The Kingdom of Saudi Arabia, following the iconic exemplar of the United Arab Emirates for space exploration, is about to send its first ever woman astronaut, Rayyanah Barnawi, for a ten-day mission to the International Space Station (ISS). The Kingdom would thus become the first ever Muslim and Arab nation to send a woman astronaut to space and Barnawi would have the honour to be the first ever Muslim astronaut to venture as a mission specialist in space. She would also be accompanied by Ali Al-Qarni another Saudi astronaut and the programme would be executed by a by private space corporation, Axiom Space, as a part of its Ax-2 mission. Saudi Arabia, in fact, has followed the United Arab Emirates that made history by becoming the first Arab nation to launch a citizen into space in 2019 as its Astronaut Hazzaa al-Mansoori visited the International Space Station (ISS) for an eight days trip.
In 2020, it launched its first interplanetary space mission, the Emirates Mars Mission (EMM) to Mars. Meant to glean more information about the Mar’s atmosphere, it was the culmination of a project conceived in 2014 by a team of Emirati and American engineers that worked across two continents for its completion. Its launching from a USA launch pad even defied a global covid pandemic crisis. It reached the Mars in February 2021and the success synchronised with the 50 anniversary of the UAE, with the laurels to become the first Arab and the fifth country to reach the red planet.
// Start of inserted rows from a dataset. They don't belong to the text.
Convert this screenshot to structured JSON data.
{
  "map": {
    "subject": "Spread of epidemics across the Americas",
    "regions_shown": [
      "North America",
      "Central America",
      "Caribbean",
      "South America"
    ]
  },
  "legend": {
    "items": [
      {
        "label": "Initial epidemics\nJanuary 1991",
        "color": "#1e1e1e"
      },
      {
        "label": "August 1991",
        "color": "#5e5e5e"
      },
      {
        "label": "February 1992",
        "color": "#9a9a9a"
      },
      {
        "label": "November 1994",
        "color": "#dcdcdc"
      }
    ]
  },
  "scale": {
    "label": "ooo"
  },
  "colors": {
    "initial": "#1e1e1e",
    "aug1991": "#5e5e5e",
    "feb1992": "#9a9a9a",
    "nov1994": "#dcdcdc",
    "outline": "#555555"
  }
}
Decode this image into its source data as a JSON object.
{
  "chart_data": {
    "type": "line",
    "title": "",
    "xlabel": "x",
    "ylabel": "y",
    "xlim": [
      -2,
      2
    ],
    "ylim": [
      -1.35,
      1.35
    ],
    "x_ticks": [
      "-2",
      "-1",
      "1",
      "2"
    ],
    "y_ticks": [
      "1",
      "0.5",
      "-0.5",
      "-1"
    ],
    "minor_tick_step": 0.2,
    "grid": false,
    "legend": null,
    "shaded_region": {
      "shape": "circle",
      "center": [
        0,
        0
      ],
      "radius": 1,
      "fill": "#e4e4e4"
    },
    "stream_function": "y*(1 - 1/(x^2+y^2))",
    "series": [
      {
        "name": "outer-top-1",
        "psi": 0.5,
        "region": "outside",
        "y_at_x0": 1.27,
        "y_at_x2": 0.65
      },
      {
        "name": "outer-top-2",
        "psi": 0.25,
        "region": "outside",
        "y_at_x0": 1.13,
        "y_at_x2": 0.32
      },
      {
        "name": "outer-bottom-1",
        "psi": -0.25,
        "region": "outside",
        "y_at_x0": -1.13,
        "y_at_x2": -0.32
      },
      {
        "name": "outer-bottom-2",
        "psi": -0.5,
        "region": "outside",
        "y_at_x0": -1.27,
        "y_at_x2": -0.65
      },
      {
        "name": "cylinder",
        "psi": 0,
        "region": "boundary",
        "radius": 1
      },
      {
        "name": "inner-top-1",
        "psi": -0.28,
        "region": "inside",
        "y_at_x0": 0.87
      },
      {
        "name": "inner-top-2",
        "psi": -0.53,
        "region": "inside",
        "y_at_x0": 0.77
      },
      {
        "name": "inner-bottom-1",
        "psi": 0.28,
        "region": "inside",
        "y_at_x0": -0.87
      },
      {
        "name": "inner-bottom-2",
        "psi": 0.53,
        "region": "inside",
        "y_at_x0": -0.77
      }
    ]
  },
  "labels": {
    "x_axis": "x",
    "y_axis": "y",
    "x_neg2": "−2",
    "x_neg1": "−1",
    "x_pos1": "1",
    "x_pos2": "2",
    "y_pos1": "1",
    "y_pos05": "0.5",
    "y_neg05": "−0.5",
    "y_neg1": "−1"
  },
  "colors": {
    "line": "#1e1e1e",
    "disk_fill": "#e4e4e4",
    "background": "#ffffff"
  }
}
It took seven months to traverse 306 million miles and its Hope Probe is still hopping the Mars.
Its latest mission known as the Rashid Rover, meant to land on the Moon, sent on December, 2022, has already entered the lunar trajectory and is scheduled to land on the lunar surface by the end of next month. The success of Rashid that means a ‘person pursuing the right path’, would make the Emirates not merely the fourth nation to land on the Moon following the United States, Soviet Union and China but also the first ever Arab and Muslim country to meet the Moon. Even one of its first ever woman astronaut Nora Al Matrosshi, a mechanical engineer from Sharja, has been selected for its next mission to the moon.
Space for its spectacular promise of a rare thrill and romance of exploration, new vast, virgin resources and human settlements to skip the worsening climate and resource constraints on Earth, has stirred a great interest in flights for research and exploration. But the Muslim countries, for their mindset, problems of poverty, primitive thought, political strife, lack of stability and governance, lack of modern science, tech and innovative expertise, economic and investment constraints, have avoided their space ventures. The UAE, however, imbued with a global perception and economic affluence, established its Space Agency in 2014.
Saudi Arabia, in contrast, had not been that active in space prior to the ascent of Prince Muhammad Salman, still historically Barnawi’s flight may not be taken as its first space visit as even in 1985, it sent its royal Prince Sultan bin Salman bin Abdulaziz, an air force pilot on a mission organised and managed by the USA. Its own space programme, however, started four years later than the UAE but it sent an astronaut to space in 2022 to pioneer yet another part of Prince Salman’s Vision 2030 agenda, for economic diversification.
Rayyanah Barnawi, likewise would be the first Muslim woman astronaut on a space mission being initiated, funded and organised by a pristine Muslim country. Coming to a broader roll of the visitors to the space as cosmonauts, astronauts, payloads and other special research and visit expertise, two other Muslim women have already been to the space as a part of 75 women who have this honour. Anoushe Ansari, an American citizen, born in Iran, for instance, actually may be taken to be the first ever Muslim woman to be in space albeit as a tourist. She flew to the ISS by the Russian Soyuz TMA on September 18, 2006.
Anoushe, an electrical and computing graduate and with MS in electrical engineering, cofounded a telecommunication company with her husband and brother-in-law and sold it for about half a billion in 2006. She has also been quite enthusiastic to promote and optimise the innovative space travel facilities and make generous contribution to the related organizations. A $10million award by them to the first ever private company capable to launch a reusable crewed spacecraft into space within two weeks was quite exceptional.
Sara Sabry, an Egyptian woman, a medical and biomedical engineer, was selected from seven thousand applicants from 160 countries. She flew on August 4, 1922, on a suborbital mission operated by the Blue Origin Mission NS 22. Blue Origin is a privately owned American aerospace manufacturing and suborbital services company conducting such flights. Her main focus was space for Humanity Citizens’ programme or sifting the Overview aspects meant to examine the Earth as a single entity as it appears suspended like a ball or big organism in space, surpassing the boundaries that divide it for the Earthlings.
Their exemplar, the success of the first Saudi woman on her mission, followed by Nora, the UAE astronaut, would evidently spur some other richer Muslim nations to emulate their strides and taking more Muslim men and women into space.